Apple’s “The Greatest” montage of people with disabilities using Apple devices to beat expectations and limitations scored 4.1 stars. “It’s not only the best 2023 Titanium ad we tested, it’s the best Apple brand ad we’ve ever looked at,” said Jon Evans, Chief Customer Officer at System1. “Apple’s moody ads don’t always land with a wider audience. This one connects, because it’s human and the music sounds like it’s been a hit for ages.”  

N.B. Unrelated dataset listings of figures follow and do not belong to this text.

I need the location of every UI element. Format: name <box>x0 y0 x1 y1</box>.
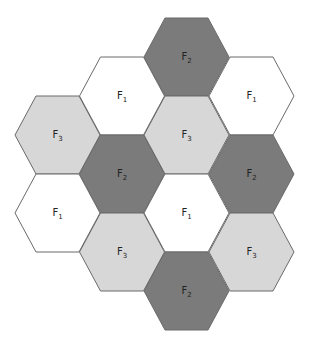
cell-label-subscript: 2 <box>252 174 256 182</box>
cell-label-subscript: 2 <box>187 57 191 65</box>
cell-label-subscript: 1 <box>252 96 256 104</box>
cell-label-subscript: 3 <box>123 252 127 260</box>
hex-cell-diagram: F2F1F1F3F3F2F2F1F1F3F3F2 <box>0 0 309 340</box>
cell-label-subscript: 3 <box>58 135 62 143</box>
cell-label-subscript: 3 <box>252 252 256 260</box>
cell-label-subscript: 3 <box>187 135 191 143</box>
cell-label-subscript: 1 <box>187 213 191 221</box>
cell-label-subscript: 1 <box>58 213 62 221</box>
cell-label-subscript: 2 <box>187 291 191 299</box>
cell-label-subscript: 1 <box>123 96 127 104</box>
cell-label-subscript: 2 <box>123 174 127 182</box>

Raid’s “Certified Care,” a two-minute case study on the brand’s work certifying Rwandan health practitioners, scored 3.7 stars. The ad focuses on the African women on the frontline of disease prevention. “This ad is purpose as it should be done,” said Evans. “Instead of a Western brand dropping in for a photo-op, we see the insect killer brand lend a helping hand to existing community efforts.”  

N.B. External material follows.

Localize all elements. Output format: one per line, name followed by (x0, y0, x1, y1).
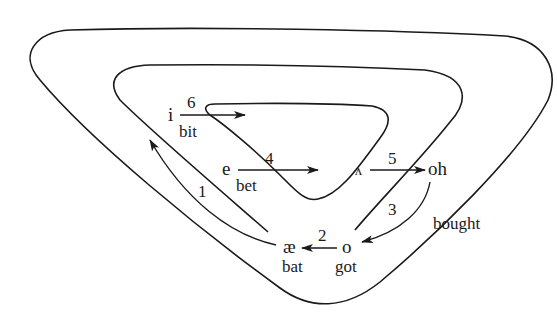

Microsoft scored 3.1 stars for “ADLAM – An Alphabet to Preserve a Culture,” another two-minute story about brothers who created an entire alphabet to preserve their native Fulani language – a previously oral dialect spoken by 25 million people in West Africa. Microsoft has gotten involved to make ADLAM usable on modern devices with simplified letters and new fonts.  

“There’s often a chasm between what juries award and what consumers respond to,” said Evans. “Cannes 2023 Titanium entries emphasize purpose and technology. The ads that will move markets center on people, not technology itself, and tie purpose back to the product in a story that leaves people smiling.”